Radian: I didnt try it yet. I will look at the manual, thank you.
Shadowpsyc: Thank you! Great starting point. So chords are not needed to create great music :-).

  1. So you are saying that chiptunes are based mainly about used sounds, not about composition.

Indeed. Regarding sounds and pitfalls, I think the fastest way of making chiptune sound non-chiptune is to use normal pads instead of arps or very simple pads. Too modern drum samples is also a give-away (unless lofi filtering). At least it doesn’t provide the style I associate with ‘chiptune’.

  1. Why Milky Tracker and not Renoise?
    I know both and i know that Milky Tracker is more used for chiptunes (or famitracker) but i dunno why.

The simple answer is that I’m used to Milkytracker. Doing the same in Renoise as I do in Milkytracker would take too much time due to bad workflow. Setting up vibsweep and detune delays is too much of a hassle, for instance. Also, the restrictions in Milkytracker are good and the possibilities of Renoise can easily tempt me to divert from the chiptune sound. Be careful of dsp effects - the general rule would probably be that more dsp effects can be used the more simple the arrangement is.

…Setting up vibsweep and detune delays is too much of a hassle, for instance…

What is vibsweep and what do you mean with detuned delays? Sorry for the noobish questions :smiley:

The lack of polyphony means no sustained chords(well you could play one triad at a time but nothing else with it), so lots of arpeggiation

Aaaand, in true chip fashion that would be achieved with the arpeggio command :slight_smile:

A37 (Minor))

A47 (Major

etc.

The arpeggio works in tick rate - usually, 12 times per line.

^And you can now make super-arpeggios with phrases.

What is vibsweep and what do you mean with detuned delays? Sorry for the noobish questions :smiley:

Vibsweep means the vibrato depth is increasing after time. XM has it as an instrument setting, and it’s possible to make in Renoise since V3 by using the pitch envelope.

Detuned delays means the “echoes” are slightly detuned (like ±8 cents).
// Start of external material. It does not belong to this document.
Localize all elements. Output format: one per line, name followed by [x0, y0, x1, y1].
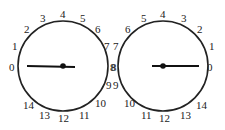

It will make them sound more spatious, especially when panned left and right.

38911 Bytes is a great little C64 chip VSTi for free:

http://theodosynthsarchive.wordpress.com/category/38911bytes/

I made the little tune below in a spare 20 minutes restricting myself to just 3 tracks with no effects to make it C64 authentic…

https://soundcloud.com/jestix/sounding-chipper

Yes. Chiptune music rules!

(also - don’t forget to turn off interpolation when working with lofi samples)

Also don’t forget a lot of real chiptunes used actual synthesizers. There might well be some lo-fi going down due to… whatever… but maybe not re-pitched sample grunge/aliasing. The chip referred to is a synthesizer on a chip.

Vibsweep means the vibrato depth is increasing after time. XM has it as an instrument setting, and it’s possible to make in Renoise since V3 by using the pitch envelope.

Detuned delays means the “echoes” are slightly detuned (like ±8 cents). It will make them sound more spatious, especially when panned left and right.

Thank you :slight_smile:

Also you can change the song playback choosing SONG playback & compatibility option from Renoise to Amiga/FT2.

38911 Bytes is a great little C64 chip VSTi for free:

http://theodosynthsarchive.wordpress.com/category/38911bytes/

I made the little tune below in a spare 20 minutes restricting myself to just 3 tracks with no effects to make it C64 authentic…

https://soundcloud.com/jestix/sounding-chipper

Did you know that Odo, creator of this synth, uses Renoise?
I had wet dream once… Odo created native synth for it :guitar:

Use LSDJ. I made this tune on LSDJ https://soundcloud.com/ridylan/im-sober/s-D6d9r

if you compose a song in goattracker, then you have made a chiptune, mostly

Love the digidrums on that goattracker tune!

Some Atari ST demos used this before soundtrack was ported…

I mean Soundtracker… No edit button?